3d. Foster faculty commitments to community outreach
and policy planning for art education throughout the community.
3e. Recommend qualified, certified art teachers
at early childhood, elementary, and secondary levels, and actively
assist in teacher preparation and professional development.
POLICY IMPLEMENTATION
1. Faculty should define and develop standards that reflect
the value of art education and assign responsibilities and rewards
for policy-related activities in all recognized local, state, regional,
and national organizations.
a) Foster greater participation by higher education
faculty in leadership positions through rewards for service, recognition
of art education as contributing to improving curriculum and pedagogy
at the college and university level, and greater integration with
studio disciplines and art history.
b) Consider college/university art galleries for
contributions to the development of outreach activities.

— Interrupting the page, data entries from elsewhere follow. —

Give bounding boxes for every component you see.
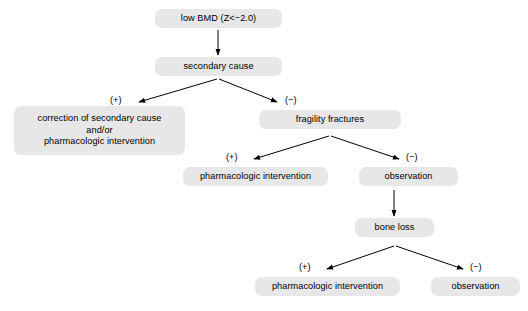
sign-plus-2: (+) [226,152,237,162]
node-label: observation [384,171,432,183]
node-label: pharmacologic intervention [200,171,311,183]
node-secondary-cause[interactable]: secondary cause [155,57,282,76]
sign-minus-2: (−) [406,152,417,162]
edge-fragility-to-observation-mid [331,136,399,159]
node-label: pharmacologic intervention [44,136,155,148]
node-observation-bottom[interactable]: observation [431,277,520,296]
node-label: observation [451,281,499,293]
edge-boneloss-to-observation-bottom [396,246,463,269]
sign-minus-3: (−) [470,262,481,272]
node-label: bone loss [375,222,415,234]
node-pharmacologic-intervention-mid[interactable]: pharmacologic intervention [183,167,328,186]
node-low-bmd[interactable]: low BMD (Z<−2.0) [155,9,282,28]
node-label: pharmacologic intervention [272,281,383,293]
node-bone-loss[interactable]: bone loss [355,218,434,237]
node-fragility-fractures[interactable]: fragility fractures [259,110,401,129]
sign-plus-3: (+) [299,262,310,272]
edge-boneloss-to-pharm-bottom [327,246,394,269]
node-label: low BMD (Z<−2.0) [181,13,256,25]
node-observation-mid[interactable]: observation [359,167,458,186]
node-label: and/or [86,125,112,137]
flowchart-edges [0,0,528,311]
node-label: secondary cause [183,61,253,73]
sign-plus-1: (+) [110,95,121,105]
edge-secondary-to-correction [139,79,217,102]
node-label: fragility fractures [296,114,364,126]
node-label: correction of secondary cause [37,113,161,125]
flowchart-canvas: low BMD (Z<−2.0)secondary causecorrectio… [0,0,528,311]
edge-secondary-to-fragility [219,79,277,102]
sign-minus-1: (−) [285,95,296,105]
edge-fragility-to-pharm-mid [254,136,329,159]
node-correction-secondary-cause[interactable]: correction of secondary causeand/orpharm… [14,106,185,155]
node-pharmacologic-intervention-bottom[interactable]: pharmacologic intervention [255,277,400,296]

2. Art Education faculty should engage in defining public
policy, and when appropriate, administrators should recognize and
support adjustments in work assignments.
3. Partnerships should be cultivated outside the
visual arts.
POLICY DISSEMINATION
1. Develop a statement to be disseminated to institutions
of higher education that explains the importance of faculty involvement
in policy making at the local, state, regional, and national levels
regarding visual art education.
2. Publish/link to noteworthy policy articulations
on SECAC's website.
3. Develop electronic means to share library resources and image
databases at SECAC member institutions with public school students
either on-site or electronically.
4. Seek endorsement and distribution of the 2003
SECAC Visual Arts Education Policy Statement by local, state, regional,
and national PreK-16 institutions and associations.SECAC Art Education
Committee Members:
Thomas M. Brewer, Chair
Associate Professor
University of Central Florida
Richard Siegesmund
Assistant Professor
University of Georgia
Robert Mode, Professor
Department of Art
Vanderbilt University
Read M. Diket
Director of Honors Program
William Carey College
Charles Bleick, Associate Professor and Chair
Department of Art Education
Virginia Commonwealth University
Cynthia Colbert, Professor
Department of Art
University of South Carolina
Susan Slavik
Assistant Professor
Coastal Carolina University
Mary Lou Hightower
Assistant Professor
University of South Carolina Spartanburg
UCF Graduate Participants:
Melanie J. Goodman-Smith
Clinton W. McCracken
Ami Patel
Jay C. Triplett
Endorsed by the Florida Higher Education Arts Network, January
2004.
Pinellas County Public Schools, Largo, FL, November 2005.
Brevard County School District, Viera, FL, December 2005.